The Twenty Minute VCImran Khan: Why the IPO Market is Not Closed & Lessons From Taking Snap & Alibaba Public | E1194
At a glance
WHAT IT’S REALLY ABOUT
Imran Khan Explains IPO Myths, Valuation Reality, And Public Market Power
- Imran Khan argues the IPO market is not closed; instead, private companies and their investors are clinging to unrealistic valuations set in the zero‑rate era, making them unwilling to list. He contends that staying private too long creates illiquidity, masks permanent capital loss, and exposes investors to technological regime shifts they can’t easily adapt to. Khan strongly prefers businesses to go public earlier, emphasizing GAAP earnings, cash flow, and gross margins over revenue multiples, and believes public markets make companies better operators through constant feedback and discipline. Drawing on experience with Google, Alibaba, and Snap, he also dissects IPO pricing, M&A dynamics under stricter antitrust scrutiny, AI CapEx versus returns, and the cultural difference between missionary and mercenary employees.
IDEAS WORTH REMEMBERING
5 ideasReset private valuation expectations if you want IPO optionality.
Many companies raised at inflated 2020–2021 valuations that public markets will not support; founders and boards must accept lower prices as a temporary snapshot and focus on building cash‑generative businesses over time.
Go public earlier to build a stronger, more resilient company.
Public markets provide daily feedback, acquisition currency, and pressure to improve operations; Khan argues founders, employees, and even product innovation (e.g., AWS, iPhone, GPUs) have all thrived under public market scrutiny.
Stop over‑indexing on revenue multiples; prioritize profitability economics.
Khan calls revenue multiples a “BS multiple” except in specific high‑margin, predictable SaaS cases; investors should underwrite to long‑term earnings and cash flow using growth, gross margin, and steady‑state profitability, then back into any revenue multiple.
Illiquidity and hidden permanent capital loss are building in private portfolios.
Allocators chased low volatility in privates and market‑neutral hedge funds, but many private marks have not been written down; DPI is low and some losses are permanent, which will likely slow new private allocations.
Culture should be built around missionaries, not mercenaries.
If stock price or IPO valuation swings destroy morale, Khan argues the founder failed culturally; employees who leave when prices dip may not be the right long‑term builders for the company.
WORDS WORTH SAVING
5 quotesI don't think the IPO market is closed.
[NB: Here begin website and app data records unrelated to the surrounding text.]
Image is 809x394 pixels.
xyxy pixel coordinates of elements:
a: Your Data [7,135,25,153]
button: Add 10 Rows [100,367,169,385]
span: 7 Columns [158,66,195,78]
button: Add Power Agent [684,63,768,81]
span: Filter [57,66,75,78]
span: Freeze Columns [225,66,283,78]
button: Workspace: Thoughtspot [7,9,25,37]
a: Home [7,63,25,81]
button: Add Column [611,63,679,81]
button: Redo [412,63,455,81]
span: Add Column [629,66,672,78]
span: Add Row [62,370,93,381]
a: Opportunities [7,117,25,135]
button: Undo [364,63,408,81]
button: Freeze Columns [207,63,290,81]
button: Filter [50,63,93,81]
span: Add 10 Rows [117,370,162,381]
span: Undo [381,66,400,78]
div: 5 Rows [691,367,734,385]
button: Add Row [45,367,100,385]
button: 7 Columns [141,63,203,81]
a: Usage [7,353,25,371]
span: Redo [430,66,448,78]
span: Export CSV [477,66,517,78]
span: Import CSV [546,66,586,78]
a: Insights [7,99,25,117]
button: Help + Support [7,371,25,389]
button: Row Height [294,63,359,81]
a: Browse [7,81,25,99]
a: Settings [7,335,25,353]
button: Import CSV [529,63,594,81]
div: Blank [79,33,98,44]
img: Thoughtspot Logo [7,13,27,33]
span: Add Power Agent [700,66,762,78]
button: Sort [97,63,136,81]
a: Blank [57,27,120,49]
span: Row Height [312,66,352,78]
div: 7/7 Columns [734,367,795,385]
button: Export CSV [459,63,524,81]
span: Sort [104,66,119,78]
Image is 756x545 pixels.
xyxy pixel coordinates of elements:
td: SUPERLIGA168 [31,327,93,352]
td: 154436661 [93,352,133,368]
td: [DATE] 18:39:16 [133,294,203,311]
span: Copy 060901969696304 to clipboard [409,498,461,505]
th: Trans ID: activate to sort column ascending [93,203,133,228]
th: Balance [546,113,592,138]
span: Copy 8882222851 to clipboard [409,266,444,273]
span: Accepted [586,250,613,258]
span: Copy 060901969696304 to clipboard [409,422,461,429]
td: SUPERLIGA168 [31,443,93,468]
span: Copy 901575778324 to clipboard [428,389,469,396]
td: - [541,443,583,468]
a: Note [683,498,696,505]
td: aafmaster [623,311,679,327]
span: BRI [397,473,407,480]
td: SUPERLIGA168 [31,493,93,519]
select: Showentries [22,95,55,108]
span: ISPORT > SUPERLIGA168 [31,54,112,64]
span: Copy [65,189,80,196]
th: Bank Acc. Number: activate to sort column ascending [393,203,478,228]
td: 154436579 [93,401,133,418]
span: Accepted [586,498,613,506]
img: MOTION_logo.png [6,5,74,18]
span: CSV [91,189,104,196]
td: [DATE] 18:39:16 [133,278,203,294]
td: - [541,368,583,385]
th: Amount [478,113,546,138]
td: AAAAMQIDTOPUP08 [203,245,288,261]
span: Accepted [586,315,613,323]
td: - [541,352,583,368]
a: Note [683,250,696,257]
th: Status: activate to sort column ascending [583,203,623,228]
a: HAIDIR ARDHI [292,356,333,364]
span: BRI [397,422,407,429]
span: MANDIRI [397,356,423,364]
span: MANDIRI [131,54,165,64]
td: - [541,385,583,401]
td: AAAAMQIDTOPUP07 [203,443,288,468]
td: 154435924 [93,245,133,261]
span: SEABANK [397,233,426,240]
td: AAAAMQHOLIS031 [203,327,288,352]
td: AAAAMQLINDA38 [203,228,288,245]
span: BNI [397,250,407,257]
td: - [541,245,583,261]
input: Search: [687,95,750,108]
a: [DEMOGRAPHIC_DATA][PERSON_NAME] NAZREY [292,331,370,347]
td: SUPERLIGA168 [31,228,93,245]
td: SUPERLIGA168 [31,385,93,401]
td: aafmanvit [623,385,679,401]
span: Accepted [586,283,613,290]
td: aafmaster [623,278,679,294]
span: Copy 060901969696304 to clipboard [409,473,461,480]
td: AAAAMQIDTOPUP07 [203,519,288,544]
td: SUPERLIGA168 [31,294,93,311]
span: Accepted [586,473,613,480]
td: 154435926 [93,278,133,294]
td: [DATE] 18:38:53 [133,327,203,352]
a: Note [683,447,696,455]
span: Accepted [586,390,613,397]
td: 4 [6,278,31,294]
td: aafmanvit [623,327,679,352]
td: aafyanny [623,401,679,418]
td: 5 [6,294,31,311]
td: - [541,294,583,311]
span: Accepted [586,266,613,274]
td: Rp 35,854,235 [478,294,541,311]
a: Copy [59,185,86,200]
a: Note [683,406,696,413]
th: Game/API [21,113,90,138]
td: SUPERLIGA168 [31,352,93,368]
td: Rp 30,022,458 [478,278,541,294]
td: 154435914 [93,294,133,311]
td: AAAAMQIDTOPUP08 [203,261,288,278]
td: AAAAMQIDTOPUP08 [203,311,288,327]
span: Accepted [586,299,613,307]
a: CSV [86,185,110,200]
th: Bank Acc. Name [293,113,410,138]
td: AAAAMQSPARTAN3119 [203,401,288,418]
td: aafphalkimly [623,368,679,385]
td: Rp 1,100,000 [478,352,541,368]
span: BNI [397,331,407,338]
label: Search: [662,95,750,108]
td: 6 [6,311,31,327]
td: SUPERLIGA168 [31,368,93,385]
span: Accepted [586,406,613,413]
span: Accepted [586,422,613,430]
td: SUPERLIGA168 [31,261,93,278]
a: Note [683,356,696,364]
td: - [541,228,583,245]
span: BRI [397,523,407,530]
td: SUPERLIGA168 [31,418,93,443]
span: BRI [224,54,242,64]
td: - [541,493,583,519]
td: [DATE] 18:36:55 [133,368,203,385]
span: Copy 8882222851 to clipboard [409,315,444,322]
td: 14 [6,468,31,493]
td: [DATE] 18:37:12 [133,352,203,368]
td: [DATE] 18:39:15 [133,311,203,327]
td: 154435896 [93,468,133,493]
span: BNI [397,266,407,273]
I think the issue is companies don't want to go public because their expectations are too high.
— Imran Khan
If you're building a company for a long period of time and you generate cash flow, you will create value. What is your IPO price? It doesn't matter.
— Imran Khan
No, revenue multiple is a BS multiple. Why would somebody give a shit about revenue multiples?
— Imran Khan
When you're not telling your story, somebody else is telling your story.
— Imran Khan
Great founders are great at pivoting. A cat never becomes a tiger.